[BreachExchange] A USB Hack Can Occur Even Without a Flash Drive

Audrey McNeil audrey at riskbasedsecurity.com
Mon Aug 8 18:41:04 EDT 2016


http://tech.co/usb-hack-flash-drive-2016-08

“Does dropping a USB in a parking lot really work?” was the question posed
by Elie Bursztein of Google’s Anti-Abuse Research Team when he took the
stage at BlackHat 2016 Las Vegas, NV. You might think you would never be
the victim of a USB hack, and I hope you’re right. But after watching
Bursztein’s presentation, I learned more about the various ways that
computers can be harmed through the USB drive.

Who Would Pick Up a USB Drive in a Parking Lot?

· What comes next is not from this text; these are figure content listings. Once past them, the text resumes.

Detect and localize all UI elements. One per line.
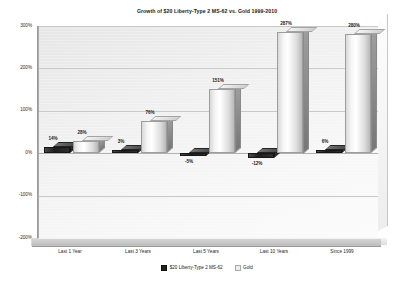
bar-front-face xyxy=(180,153,206,156)
bar[interactable] xyxy=(345,34,371,153)
bar-group: 14%28% xyxy=(38,26,106,238)
bar-group: 6%280% xyxy=(310,26,378,238)
bar[interactable] xyxy=(73,141,99,153)
bar[interactable] xyxy=(209,89,235,153)
bar-side-face xyxy=(303,26,309,153)
bar-groups: 14%28%3%76%-5%151%-12%287%6%280% xyxy=(38,26,378,238)
y-tick-label: 0% xyxy=(0,151,32,156)
bar-value-label: -12% xyxy=(237,162,277,167)
bar-side-face xyxy=(371,29,377,153)
bar-front-face xyxy=(141,121,167,153)
bar-value-label: 3% xyxy=(101,140,141,145)
bar-value-label: 280% xyxy=(334,24,374,29)
x-tick-label: Since 1999 xyxy=(302,250,382,255)
bar-group: -5%151% xyxy=(174,26,242,238)
y-tick-label: -200% xyxy=(0,236,32,241)
legend-label: Gold xyxy=(243,266,253,271)
legend-label: $20 Liberty-Type 2 MS-62 xyxy=(170,266,223,271)
bar-value-label: 151% xyxy=(198,79,238,84)
chart-floor-front xyxy=(32,239,381,247)
legend-swatch-icon xyxy=(235,265,241,271)
bar-value-label: -5% xyxy=(169,160,209,165)
chart-title: Growth of $20 Liberty-Type 2 MS-62 vs. G… xyxy=(0,8,414,14)
chart-legend: $20 Liberty-Type 2 MS-62Gold xyxy=(0,265,414,271)
legend-swatch-icon xyxy=(161,265,167,271)
bar-front-face xyxy=(209,89,235,153)
bar-side-face xyxy=(167,116,173,153)
plot-side-wall xyxy=(378,14,388,231)
bar-group: -12%287% xyxy=(242,26,310,238)
y-tick-label: 200% xyxy=(0,66,32,71)
bar-front-face xyxy=(248,153,274,158)
bar-front-face xyxy=(112,150,138,153)
bar-group: 3%76% xyxy=(106,26,174,238)
bar[interactable] xyxy=(180,153,206,156)
y-tick-label: 100% xyxy=(0,108,32,113)
chart-container: Growth of $20 Liberty-Type 2 MS-62 vs. G… xyxy=(0,0,414,283)
bar-value-label: 6% xyxy=(305,140,345,145)
bar[interactable] xyxy=(277,32,303,154)
bar-value-label: 76% xyxy=(130,111,170,116)
bar-value-label: 28% xyxy=(62,131,102,136)
bar[interactable] xyxy=(112,150,138,153)
bar-front-face xyxy=(345,34,371,153)
bar-side-face xyxy=(235,84,241,153)
bar[interactable] xyxy=(248,153,274,158)
bar-value-label: 14% xyxy=(33,137,73,142)
bar-front-face xyxy=(44,147,70,153)
bar-front-face xyxy=(73,141,99,153)
bar[interactable] xyxy=(44,147,70,153)
legend-item[interactable]: Gold xyxy=(235,265,253,271)
bar[interactable] xyxy=(141,121,167,153)
bar-front-face xyxy=(316,150,342,153)
bar-value-label: 287% xyxy=(266,22,306,27)
y-tick-label: -100% xyxy=(0,193,32,198)
bar[interactable] xyxy=(316,150,342,153)
y-tick-label: 300% xyxy=(0,24,32,29)
bar-front-face xyxy=(277,32,303,154)
legend-item[interactable]: $20 Liberty-Type 2 MS-62 xyxy=(161,265,222,271)
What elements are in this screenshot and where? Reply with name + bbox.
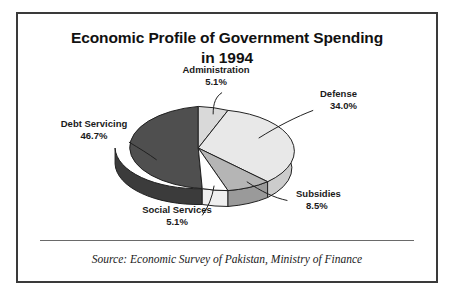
source-divider (40, 240, 414, 241)
pie-chart-plot-area: Administration 5.1% Defense 34.0% Subsid… (18, 62, 436, 240)
pie-label-social-services: Social Services 5.1% (122, 204, 232, 228)
pie-label-defense-value: 34.0% (320, 100, 394, 112)
pie-label-social-services-value: 5.1% (122, 216, 232, 228)
pie-label-debt-servicing-value: 46.7% (42, 130, 146, 142)
pie-label-administration-value: 5.1% (168, 76, 264, 88)
pie-label-debt-servicing: Debt Servicing 46.7% (42, 118, 146, 142)
title-line-1: Economic Profile of Government Spending (18, 28, 436, 48)
pie-label-administration-name: Administration (168, 64, 264, 76)
pie-label-defense-name: Defense (320, 88, 394, 100)
figure-frame: Economic Profile of Government Spending … (16, 12, 438, 283)
pie-label-subsidies: Subsidies 8.5% (296, 188, 370, 212)
pie-label-subsidies-name: Subsidies (296, 188, 370, 200)
pie-label-subsidies-value: 8.5% (296, 200, 370, 212)
pie-label-administration: Administration 5.1% (168, 64, 264, 88)
pie-top-face (130, 106, 295, 190)
source-note: Source: Economic Survey of Pakistan, Min… (18, 253, 436, 265)
pie-label-debt-servicing-name: Debt Servicing (42, 118, 146, 130)
pie-label-defense: Defense 34.0% (320, 88, 394, 112)
pie-label-social-services-name: Social Services (122, 204, 232, 216)
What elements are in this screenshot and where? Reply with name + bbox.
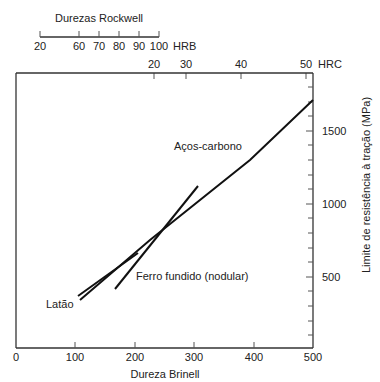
y-axis: 500 1000 1500 Limite de resistência à tr…: [306, 87, 372, 335]
x-tick-label: 0: [13, 351, 19, 363]
hrb-tick-label: 70: [93, 40, 105, 52]
x-tick-label: 500: [304, 351, 322, 363]
y-tick-label: 1000: [322, 198, 346, 210]
x-tick-label: 100: [66, 351, 84, 363]
x-tick-label: 200: [126, 351, 144, 363]
hrb-unit-label: HRB: [173, 40, 196, 52]
chart-canvas: Durezas Rockwell 20 60 70 80 90 100 HRB …: [0, 0, 380, 382]
hrc-tick-label: 40: [235, 58, 247, 70]
hrb-scale: 20 60 70 80 90 100 HRB: [34, 31, 196, 52]
y-tick-label: 500: [322, 271, 340, 283]
hrc-tick-label: 20: [148, 58, 160, 70]
hrb-tick-label: 100: [150, 40, 168, 52]
series-label-nodular-iron: Ferro fundido (nodular): [136, 270, 249, 282]
series-line-brass: [78, 253, 138, 296]
series-label-steel: Aços-carbono: [174, 140, 242, 152]
hrb-tick-label: 60: [73, 40, 85, 52]
hrc-tick-label: 30: [180, 58, 192, 70]
y-axis-label: Limite de resistência à tração (MPa): [360, 97, 372, 273]
hrc-unit-label: HRC: [318, 58, 342, 70]
y-tick-label: 1500: [322, 125, 346, 137]
hrb-tick-label: 90: [133, 40, 145, 52]
x-tick-label: 400: [245, 351, 263, 363]
hrb-tick-label: 80: [113, 40, 125, 52]
chart-title: Durezas Rockwell: [55, 12, 143, 24]
hrb-tick-label: 20: [34, 40, 46, 52]
x-tick-label: 300: [185, 351, 203, 363]
series-label-brass: Latão: [46, 298, 74, 310]
x-axis-label: Dureza Brinell: [130, 368, 199, 380]
hrc-tick-label: 50: [300, 58, 312, 70]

This parking lot scenario refers to the belief by hackers that end users
will pick up and plug in a USB flash drive they find lying around. Yes,
even a thumb drive found lying in the street – if you watched Season 1 of
Mr. Robot, you know what I’m talking about. In episode six, Darlene drops
USB flash drives in the parking lot of a prison in hopes that some employee
of the prison will pick up the drive and connect it to a computer inside
the prison. Spoiler Alert: It works.

Who would be idiot enough to plug a random USB into a computer? It turns
out, many people. Bursztein references a study he participated in to
identify the likelihood of a successful USB hack. The research team dropped
297 USB keys on the campus of the University of Illinois Urbana-Champaign
and found that 48 percent of the drives were plugged in and the users had
opened a file.

You Don’t Need Admin Rights to Plug in a USB

USB flash drives are easy to plug in and, usually, admin rights are not
needed to do so. Your curiosity can be easy to pique – especially if the
drive has been labeled with “test answers” or “private”.  You might think
you’re just going to look around, or even quickly format the drive to
repurpose it for personal use. You would never click a random .exe. You are
even savvy enough to avoid all files, like a Word document, since you
already know that Word documents can contain malicious macros.

Unfortunately, the risk doesn’t just start and end with the files on a
device. A USB hack can begin instantly, if it has a malicious autorun
payload. This will execute the moment you plug in the drive.

A USB Hack Only Needs a Port

But maybe you’re smarter than that. Maybe you are the person who would walk
right past that flash drive in the parking lot. But the risk isn’t just
with these drives. Hackers can also embed the USB drive into components
that need to be plugged in anyway: the end of a keyboard plug, for
instance, can be the perfect portal to take down an entire sensitive
network.

There have already been examples of hackers and researchers hosting malware
packages inside the firmware of a device like a mouse. Firmware is code
that lives in the read-only embedded memory of a device and tells the
hardware how to work. It’s meant to only run inside the device, but it’s
possible to change this code for malicious purposes. Oh, and it’s not
possible for antivirus programs to scan this type of code.

The takeaway? It’s time for hardware manufacturers to validate firmware in
order to protect consumers from these types of exploits. In the meantime,
educate anyone with access to your computers about awareness, and take
precaution to block the USB ports if you are concerned about lax security.